Marion Shaw has been raised in the slums, where want and deprivation are all she knows. Despite longing to leave the city and its miseries, she has no real hope of escape until the day she spots a strange advertisement in the newspaper, seeking a 'bloodmaid'.

Though she knows little about the far north - where wealthy nobles live in luxury and drink the blood of those in their service - Marion applies to the position. In a matter of days, she finds herself at the notorious House of Hunger. There, Marion is swept into a world of dark debauchery - and there, at the centre of it all is her.

Her name is Countess Lisavet. Loved and feared in equal measure, she presides over this hedonistic court. And she takes a special interest in Marion. Lisavet is magnetic, charismatic, seductive - and Marion is eager to please her new mistress. But when her fellow bloodmaids begin to go missing in the night, Marion is thrust into a vicious game of cat and mouse. She'll need to learn the rules of her new home - and fast - or its halls will soon become her grave.

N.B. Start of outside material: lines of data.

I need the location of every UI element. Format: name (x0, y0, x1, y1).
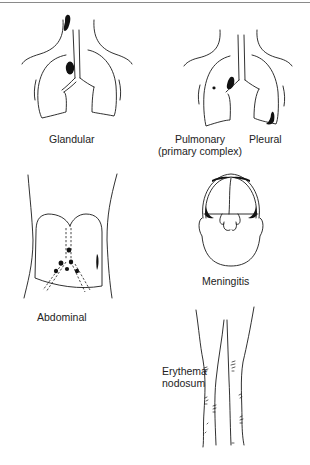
label-abdominal: Abdominal (37, 311, 87, 323)
abdominal-illustration (24, 174, 117, 298)
figure-illustrations (0, 0, 310, 465)
pulmonary-pleural-chest-illustration (184, 30, 292, 126)
meningitis-head-illustration (199, 174, 263, 266)
label-primary-complex: (primary complex) (158, 145, 242, 157)
glandular-chest-illustration (22, 15, 132, 118)
label-glandular: Glandular (49, 133, 95, 145)
label-pleural: Pleural (249, 133, 282, 145)
label-nodosum: nodosum (162, 377, 205, 389)
label-erythema: Erythema (162, 365, 207, 377)
label-meningitis: Meningitis (202, 275, 249, 287)
label-pulmonary: Pulmonary (158, 133, 242, 145)
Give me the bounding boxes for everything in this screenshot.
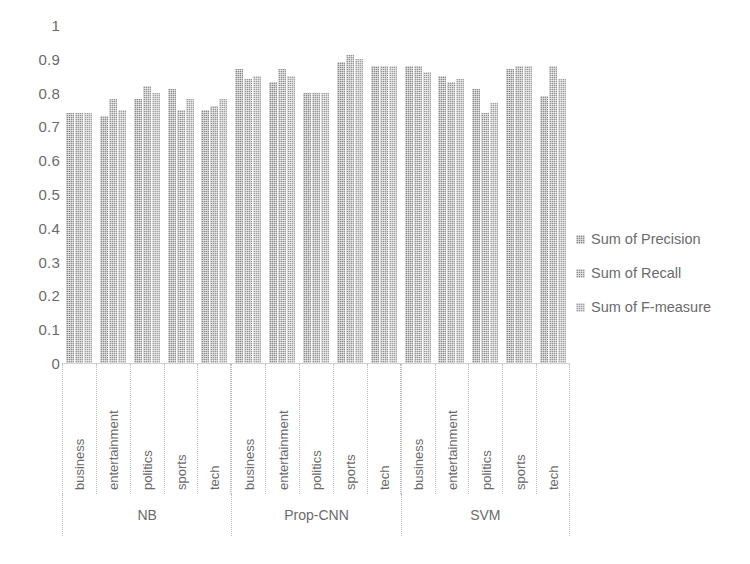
bar	[152, 93, 160, 363]
bar	[438, 76, 446, 363]
bar	[456, 79, 464, 363]
category-cell: tech	[367, 364, 401, 494]
category-cell: politics	[299, 364, 333, 494]
category-cell: sports	[333, 364, 367, 494]
bar-cluster	[468, 18, 502, 363]
bar	[558, 79, 566, 363]
bar	[355, 59, 363, 363]
y-axis-tick-label: 0	[8, 356, 60, 371]
bar	[219, 99, 227, 363]
bar	[472, 89, 480, 363]
bar	[143, 86, 151, 363]
bar	[287, 76, 295, 363]
legend-label: Sum of Recall	[591, 265, 681, 281]
bar	[134, 99, 142, 363]
bar	[389, 66, 397, 363]
bar	[100, 116, 108, 363]
category-label: sports	[344, 455, 357, 490]
category-label: business	[242, 439, 255, 490]
bar	[540, 96, 548, 363]
bar	[278, 69, 286, 363]
category-cell: business	[231, 364, 265, 494]
group-cell: SVM	[401, 494, 570, 536]
y-axis-tick-label: 0.3	[8, 255, 60, 270]
group-label: SVM	[402, 508, 569, 522]
category-cell: entertainment	[96, 364, 130, 494]
bar	[506, 69, 514, 363]
category-label: business	[412, 439, 425, 490]
bar	[210, 106, 218, 363]
category-label: entertainment	[445, 411, 458, 491]
bar	[235, 69, 243, 363]
category-label: sports	[513, 455, 526, 490]
category-label: politics	[141, 450, 154, 490]
bar	[118, 110, 126, 364]
category-cell: politics	[130, 364, 164, 494]
category-label: politics	[479, 450, 492, 490]
bar	[405, 66, 413, 363]
legend-item[interactable]: Sum of Precision	[576, 222, 748, 256]
y-axis: 00.10.20.30.40.50.60.70.80.91	[8, 10, 60, 370]
group-cell: Prop-CNN	[231, 494, 400, 536]
bar	[177, 110, 185, 364]
bar	[66, 113, 74, 363]
bar	[312, 93, 320, 363]
category-label: business	[73, 439, 86, 490]
bar	[346, 55, 354, 363]
bar	[371, 66, 379, 363]
legend-label: Sum of F-measure	[591, 299, 711, 315]
category-cell: sports	[164, 364, 198, 494]
bar-cluster	[401, 18, 435, 363]
bar	[269, 82, 277, 363]
category-label: tech	[208, 465, 221, 490]
bar-cluster	[62, 18, 96, 363]
y-axis-tick-label: 0.4	[8, 221, 60, 236]
category-label: tech	[377, 465, 390, 490]
bar-group	[231, 18, 400, 363]
bar-cluster	[435, 18, 469, 363]
bar-cluster	[164, 18, 198, 363]
legend-item[interactable]: Sum of F-measure	[576, 290, 748, 324]
y-axis-tick-label: 0.5	[8, 187, 60, 202]
y-axis-tick-label: 0.2	[8, 288, 60, 303]
bar-cluster	[536, 18, 570, 363]
y-axis-tick-label: 0.6	[8, 153, 60, 168]
bar-cluster	[299, 18, 333, 363]
bar	[380, 66, 388, 363]
category-cell: business	[401, 364, 435, 494]
category-label: politics	[310, 450, 323, 490]
category-cell: entertainment	[435, 364, 469, 494]
bar-cluster	[96, 18, 130, 363]
category-label: entertainment	[107, 411, 120, 491]
bar	[186, 99, 194, 363]
bar-cluster	[130, 18, 164, 363]
bar-cluster	[197, 18, 231, 363]
bar-cluster	[265, 18, 299, 363]
bar	[337, 62, 345, 363]
bar	[75, 113, 83, 363]
category-cell: tech	[536, 364, 570, 494]
bar	[481, 113, 489, 363]
group-label-band: NBProp-CNNSVM	[62, 494, 570, 536]
bar-group	[62, 18, 231, 363]
bar	[447, 82, 455, 363]
legend-swatch-icon	[576, 235, 585, 244]
legend-swatch-icon	[576, 303, 585, 312]
legend-label: Sum of Precision	[591, 231, 701, 247]
y-axis-tick-label: 0.1	[8, 322, 60, 337]
bar	[244, 79, 252, 363]
bar	[109, 99, 117, 363]
bar-group	[401, 18, 570, 363]
legend-item[interactable]: Sum of Recall	[576, 256, 748, 290]
y-axis-tick-label: 0.9	[8, 52, 60, 67]
y-axis-tick-label: 1	[8, 18, 60, 33]
bar	[321, 93, 329, 363]
bar	[201, 110, 209, 364]
category-cell: politics	[468, 364, 502, 494]
category-cell: business	[62, 364, 96, 494]
category-cell: tech	[197, 364, 231, 494]
bar	[253, 76, 261, 363]
group-label: Prop-CNN	[232, 508, 400, 522]
y-axis-tick-label: 0.7	[8, 119, 60, 134]
bar	[524, 66, 532, 363]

Working for monsters and being in their thrall is a rich theme for horror to explore. The horror of capitalism exploiting us for their master’s gain is something we can see in interpretations of the vampire myth. In House of Hunger by Alexis Henderson we get a unique secondary world where the act of allowing someone to drink your blood is considered a prize but of course there is a price to be paid. However, for me despite an inventive start it didn’t really give me a sense of a topic well explored.

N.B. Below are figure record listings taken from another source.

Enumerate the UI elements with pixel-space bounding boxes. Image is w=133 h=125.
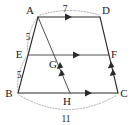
arrow-mark-BC — [85, 90, 92, 97]
measure-label-AD: 7 — [63, 4, 68, 14]
chevron-mark-FC-upper — [108, 62, 115, 69]
vertex-label-G: G — [49, 58, 57, 70]
geometry-figure-container: A D E F G B H C 7 5 5 11 — [0, 0, 133, 125]
vertex-label-C: C — [120, 87, 127, 99]
vertex-label-A: A — [26, 4, 34, 16]
measure-label-BC: 11 — [61, 114, 70, 124]
chevron-mark-FC-lower — [110, 69, 117, 76]
guide-arc-top — [40, 11, 99, 16]
vertex-label-E: E — [16, 48, 23, 60]
measure-label-AE: 5 — [26, 32, 31, 42]
arrow-mark-AD — [65, 14, 72, 21]
chevron-mark-GH-lower — [58, 70, 65, 77]
vertex-label-B: B — [5, 87, 12, 99]
arrow-mark-EF — [73, 52, 80, 59]
measure-label-EB: 5 — [17, 70, 22, 80]
vertex-label-H: H — [63, 95, 71, 107]
trapezoid-diagram: A D E F G B H C 7 5 5 11 — [0, 0, 133, 125]
vertex-label-F: F — [111, 48, 117, 60]
vertex-label-D: D — [102, 4, 110, 16]
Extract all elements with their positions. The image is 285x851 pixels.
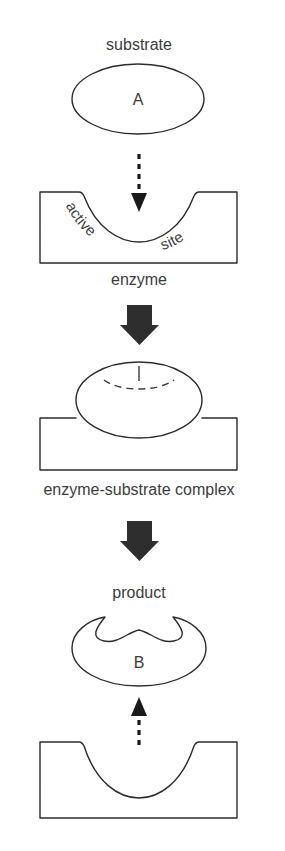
enzyme-diagram-canvas: substrate A active site enzyme (0, 0, 285, 851)
arrow-head-down-icon (131, 193, 147, 212)
product-release-arrow (131, 697, 147, 745)
free-enzyme-block-shape (40, 742, 237, 818)
substrate-letter-a: A (133, 91, 144, 108)
complex-label: enzyme-substrate complex (43, 481, 234, 498)
product-shape (72, 617, 206, 686)
reaction-arrow-2-icon (120, 521, 159, 561)
reaction-arrow-1-icon (120, 305, 159, 345)
product-label: product (112, 584, 166, 601)
product-letter-b: B (134, 654, 145, 671)
substrate-binding-arrow (131, 154, 147, 212)
arrow-head-up-icon (131, 697, 147, 716)
enzyme-label: enzyme (111, 271, 167, 288)
substrate-label: substrate (106, 36, 172, 53)
enzyme-reaction-diagram: substrate A active site enzyme (0, 0, 285, 851)
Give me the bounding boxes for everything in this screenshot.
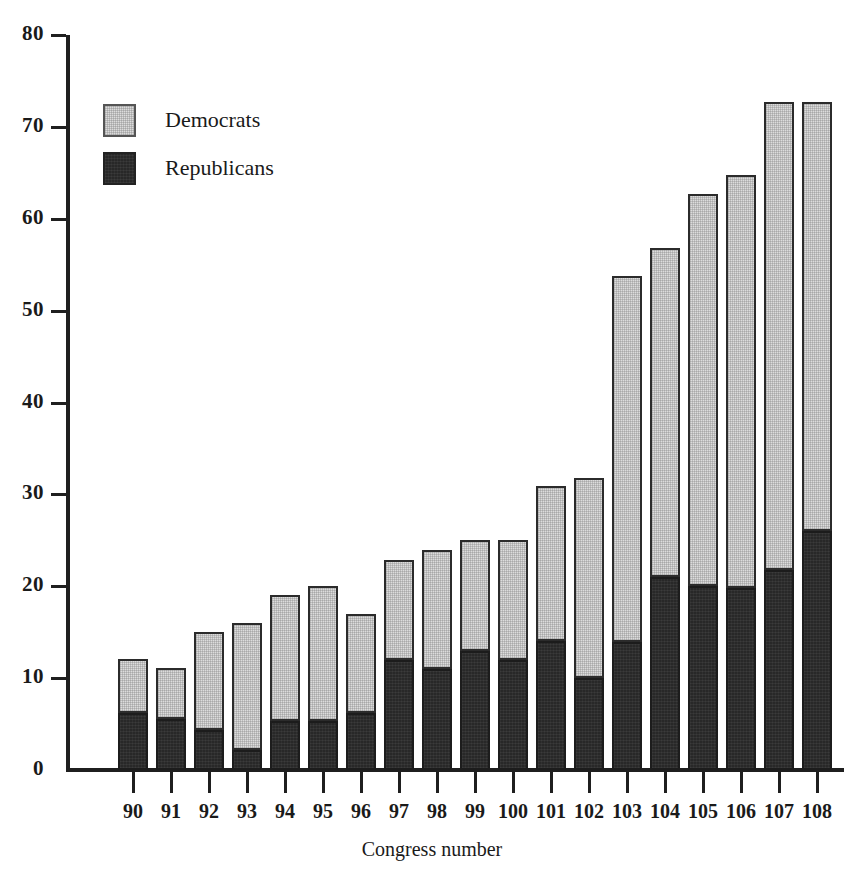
bar-97[interactable] [384, 560, 414, 770]
plot-area: 01020304050607080 9091929394959697989910… [0, 0, 864, 873]
y-tick-label: 80 [0, 21, 44, 46]
bar-segment-republicans[interactable] [422, 669, 452, 770]
x-tick-mark [664, 772, 667, 793]
bar-segment-democrats[interactable] [232, 623, 262, 750]
bar-segment-democrats[interactable] [384, 560, 414, 660]
x-tick-mark [246, 772, 249, 793]
stacked-bar-chart: 01020304050607080 9091929394959697989910… [0, 0, 864, 873]
bar-98[interactable] [422, 550, 452, 771]
x-tick-mark [588, 772, 591, 793]
bar-segment-democrats[interactable] [536, 486, 566, 641]
y-tick-mark [51, 310, 66, 313]
bar-segment-democrats[interactable] [308, 586, 338, 721]
bar-segment-republicans[interactable] [764, 570, 794, 770]
bar-segment-democrats[interactable] [460, 540, 490, 650]
bar-94[interactable] [270, 595, 300, 770]
bar-segment-republicans[interactable] [194, 730, 224, 770]
bar-segment-republicans[interactable] [118, 713, 148, 770]
y-tick-label: 40 [0, 389, 44, 414]
bar-segment-democrats[interactable] [726, 175, 756, 588]
legend-item-democrats: Democrats [103, 96, 363, 144]
bar-91[interactable] [156, 668, 186, 770]
bar-segment-republicans[interactable] [498, 660, 528, 770]
bar-segment-republicans[interactable] [688, 586, 718, 770]
bar-segment-republicans[interactable] [726, 588, 756, 770]
legend-swatch-democrats-icon [103, 104, 136, 137]
x-tick-mark [398, 772, 401, 793]
x-tick-mark [816, 772, 819, 793]
bar-segment-republicans[interactable] [232, 750, 262, 770]
bar-segment-democrats[interactable] [612, 276, 642, 643]
x-tick-mark [474, 772, 477, 793]
bar-105[interactable] [688, 194, 718, 770]
bar-segment-democrats[interactable] [270, 595, 300, 721]
x-tick-mark [550, 772, 553, 793]
bar-segment-democrats[interactable] [802, 102, 832, 531]
bar-103[interactable] [612, 276, 642, 770]
bar-segment-republicans[interactable] [270, 721, 300, 770]
y-tick-mark [51, 493, 66, 496]
bar-segment-republicans[interactable] [650, 577, 680, 770]
bar-96[interactable] [346, 614, 376, 770]
x-tick-mark [284, 772, 287, 793]
y-tick-label: 70 [0, 113, 44, 138]
x-tick-mark [436, 772, 439, 793]
bar-99[interactable] [460, 540, 490, 770]
y-tick-label: 20 [0, 572, 44, 597]
bar-segment-republicans[interactable] [308, 721, 338, 770]
bar-segment-democrats[interactable] [688, 194, 718, 586]
x-axis-title: Congress number [0, 838, 864, 861]
x-tick-mark [132, 772, 135, 793]
y-tick-mark [51, 34, 66, 37]
y-tick-label: 30 [0, 480, 44, 505]
x-tick-mark [740, 772, 743, 793]
y-tick-mark [51, 218, 66, 221]
bar-segment-democrats[interactable] [346, 614, 376, 713]
bar-95[interactable] [308, 586, 338, 770]
bar-segment-democrats[interactable] [118, 659, 148, 713]
bar-segment-republicans[interactable] [536, 641, 566, 770]
bar-segment-republicans[interactable] [156, 719, 186, 770]
x-tick-mark [322, 772, 325, 793]
legend-item-republicans: Republicans [103, 144, 363, 192]
bar-segment-democrats[interactable] [498, 540, 528, 659]
bar-segment-democrats[interactable] [422, 550, 452, 669]
x-tick-mark [208, 772, 211, 793]
bar-101[interactable] [536, 486, 566, 770]
x-tick-mark [778, 772, 781, 793]
y-tick-label: 60 [0, 205, 44, 230]
bar-segment-republicans[interactable] [346, 713, 376, 770]
x-tick-mark [512, 772, 515, 793]
y-tick-mark [51, 677, 66, 680]
bar-108[interactable] [802, 102, 832, 770]
bar-102[interactable] [574, 478, 604, 770]
legend-label-republicans: Republicans [165, 155, 274, 181]
bar-92[interactable] [194, 632, 224, 770]
bar-93[interactable] [232, 623, 262, 770]
bar-segment-democrats[interactable] [194, 632, 224, 730]
bar-segment-republicans[interactable] [574, 678, 604, 770]
y-tick-label: 10 [0, 664, 44, 689]
x-tick-mark [170, 772, 173, 793]
bar-106[interactable] [726, 175, 756, 770]
x-tick-mark [626, 772, 629, 793]
bar-100[interactable] [498, 540, 528, 770]
bar-segment-democrats[interactable] [650, 248, 680, 577]
bar-107[interactable] [764, 102, 794, 770]
chart-legend: Democrats Republicans [103, 96, 363, 192]
bar-104[interactable] [650, 248, 680, 770]
bar-segment-republicans[interactable] [612, 642, 642, 770]
bar-segment-republicans[interactable] [384, 660, 414, 770]
legend-label-democrats: Democrats [165, 107, 260, 133]
x-tick-mark [360, 772, 363, 793]
bar-segment-republicans[interactable] [802, 531, 832, 770]
bar-segment-democrats[interactable] [574, 478, 604, 678]
y-tick-mark [51, 585, 66, 588]
y-tick-label: 0 [0, 756, 44, 781]
bar-segment-democrats[interactable] [156, 668, 186, 719]
bar-segment-republicans[interactable] [460, 651, 490, 770]
bar-90[interactable] [118, 659, 148, 770]
y-tick-label: 50 [0, 297, 44, 322]
legend-swatch-republicans-icon [103, 152, 136, 185]
bar-segment-democrats[interactable] [764, 102, 794, 570]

Marion works as a servant in the tough and poverty=stricken city of Prane. A typical life in the South where life is often short, can end with TB and everyone tries to live a day at a time. Currently working as a maid for one of the overbearing upper class she sees an opportunity to escape and become a bloodmaid in the North. Effectively allowing a rich family to take blood that can be used as an energy source or way to restore health. Marion passes a test and is whisked to the House of Hunger to serve the enigmatic Lisavet. Maron finds this life is decadent, hard and seductive. Lisavet attracts Marion but Marion has a sense that there are secrets that may suggest this new life may be a very dangerous and short one.

I’m a little disappointed with this story as the opening scenes are really powerful. Marion jumps off the page being a former thief, struggling with a terrible drug addicted brother and a desire to be more. Henderson really creates a character you feel hovers over being good or bad in the cause of never having to be this desperate again. But as soon as we enter the House, we seem to lose all that depth and Marion becomes a more standard heroine unpeeling secrets and getting people to fight back. The dark side of temptation feels unexplored and really you’d expect Marion based on what she experiences in just a few days to already know this is all not what she was promised.

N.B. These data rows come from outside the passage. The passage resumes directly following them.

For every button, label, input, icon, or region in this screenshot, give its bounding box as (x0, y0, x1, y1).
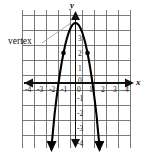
y-tick-label-2: 2 (78, 50, 82, 58)
x-tick-label-3: 3 (113, 86, 117, 94)
y-tick-label-0: 0 (78, 77, 82, 85)
y-tick-label-1: 1 (78, 65, 82, 73)
y-axis-up-arrowhead (71, 11, 80, 20)
x-tick-label-2: 2 (101, 86, 105, 94)
y-tick-label--1: -1 (77, 95, 83, 103)
x-tick-label--3: -3 (37, 86, 43, 94)
y-tick-label-3: 3 (78, 35, 82, 43)
point-neg1-2 (61, 51, 66, 56)
y-tick-label--2: -2 (77, 110, 83, 118)
parabola-left-arrowhead (47, 141, 57, 152)
parabola-graph-figure: -4 -3 -2 -1 0 1 2 3 4 3 2 1 0 -1 -2 -3 -… (0, 0, 155, 154)
x-tick-label--2: -2 (49, 86, 55, 94)
y-tick-label--3: -3 (77, 125, 83, 133)
vertex-annotation-label: vertex (8, 37, 32, 47)
x-axis-name: x (136, 78, 141, 87)
x-tick-label-0: 0 (77, 86, 81, 94)
x-tick-label-1: 1 (89, 86, 93, 94)
point-1-2 (85, 51, 90, 56)
y-axis-name: y (70, 1, 74, 10)
parabola-right-arrowhead (94, 141, 104, 152)
x-tick-label--4: -4 (25, 86, 31, 94)
x-tick-label-4: 4 (125, 86, 129, 94)
y-tick-label--4: -4 (77, 140, 83, 148)
x-tick-label--1: -1 (61, 86, 67, 94)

It is not a gothic novel as there is little atmosphere and instead, we get a few decent scenes of decadence and cruelty but it all feels overly familiar. I liked the idea that here the upper class are not actual vampires but just use blood for their own ends and are so image focused they’re had their teeth altered for fashionable means. But I don’t feel any of the characters we face in these sections have much complexity to unpeel which makes the rest of the story feel far too predictable. This is a story that needed a lot more pages to explore these elements and its just feels a little too abrupt which doesn’t help the horror element either make us care about what happens

House of Hunger treads a well-worn path of how the upper classes still treat people as slaves but with better job benefits that will never actually materialise, but nothing ever gets explored in detail. How has no one realised this before as things are very obvious and that lack of exploring this world and instead a fast-paced mystery unwrapping for me meant the potential of the first quarter of the tale gets lost. Sadly not one I can recommend.